Sports

Madison Square Garden and the Met Gala share a crowded New York sports night

Paige Bueckers debuted at the Met Gala as Knicks, Sixers, Timberwolves and Spurs all played Game 1s, with Madison Square Garden in the mix.

SI:CYMI | The Knicks vs. the Met Gala
SI:CYMI | The Knicks vs. the Met Gala

made her Met Gala debut in New York City on Monday night, even as the city’s sports calendar pulled in a different direction and chose the over the red carpet. Last night’s 2026 Met Gala brought athletes into the spotlight again, with Sports Illustrated tracking arrivals that included , and Olympic figure skater .

The timing mattered because four conference semifinal Game 1s were on the board Monday night, and New York did not waste its moment, beating the by 39 points. Minnesota and San Antonio played a much tighter opener, giving the night a split-screen feel between fashion, playoff pressure and the kind of games that can reset a series before it settles. The Knicks are back in the conference semifinals after getting through the first round, and the attention around Madison Square Garden only grew as the city’s biggest basketball stage and its biggest style night collided.

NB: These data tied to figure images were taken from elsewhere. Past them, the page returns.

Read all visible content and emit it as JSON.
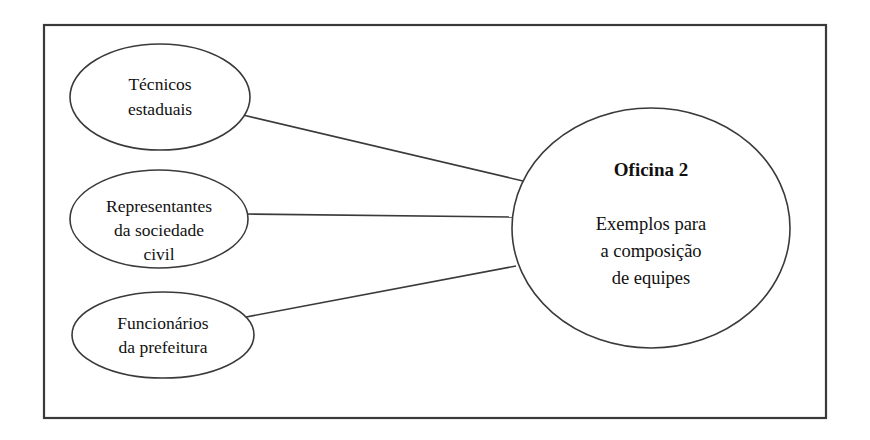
{
  "diagram": {
    "type": "hub-and-spoke",
    "background_color": "#ffffff",
    "stroke_color": "#3a3a3a",
    "text_color": "#111111",
    "frame": {
      "name": "outer-border",
      "x": 44,
      "y": 25,
      "width": 782,
      "height": 393
    },
    "hub": {
      "title": "Oficina 2",
      "body_lines": [
        "Exemplos para",
        "a composição",
        "de equipes"
      ],
      "cx": 651,
      "cy": 228,
      "rx": 139,
      "ry": 120
    },
    "nodes": [
      {
        "id": "tecnicos-estaduais",
        "lines": [
          "Técnicos",
          "estaduais"
        ],
        "cx": 160,
        "cy": 97,
        "rx": 90,
        "ry": 53
      },
      {
        "id": "representantes-sociedade-civil",
        "lines": [
          "Representantes",
          "da sociedade",
          "civil"
        ],
        "cx": 159,
        "cy": 219,
        "rx": 89,
        "ry": 49
      },
      {
        "id": "funcionarios-prefeitura",
        "lines": [
          "Funcionários",
          "da prefeitura"
        ],
        "cx": 163,
        "cy": 335,
        "rx": 91,
        "ry": 43
      }
    ],
    "connectors": [
      {
        "id": "link-tecnicos-to-hub",
        "x1": 243,
        "y1": 115,
        "x2": 523,
        "y2": 181
      },
      {
        "id": "link-representantes-to-hub",
        "x1": 247,
        "y1": 214,
        "x2": 512,
        "y2": 217
      },
      {
        "id": "link-funcionarios-to-hub",
        "x1": 241,
        "y1": 318,
        "x2": 516,
        "y2": 266
      }
    ]
  }
}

That overlap was sharpest in the details. Chalamet skipped the Met Gala to attend the Knicks game, a choice that fit a night when New York’s basketball pull seemed to outrank even one of the city’s signature events. Elsewhere, the league had less glamorous headlines: the Magic fired head coach Jamahl Mosley on Monday after blowing a 3-1 series lead against the Pistons and exiting in the first round, while the Sky waived Hailey Van Lith and added Natasha Cloud. Wings rookie Azzi Fudd also weighed in after Dallas defeated the Aces in a preseason game, criticizing the officiating in a league that remains under close scrutiny.

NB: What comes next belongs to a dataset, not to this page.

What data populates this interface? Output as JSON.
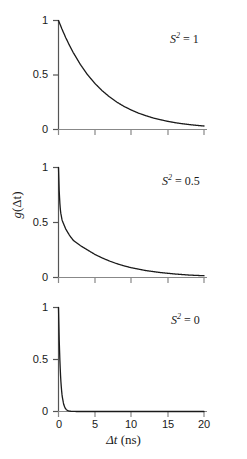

There was another injury note to watch, too. Sabrina Ionescu rolled her ankle on Sunday and is slated to miss some time, a reminder that the postseason and the weeks around it can turn on bodies as much as tactics. For a city that had athletes at the Met Gala and playoff games at the same time, Monday night made one thing plain: New York’s basketball news was not confined to one arena, and it was not waiting for the lights to dim at Madison Square Garden.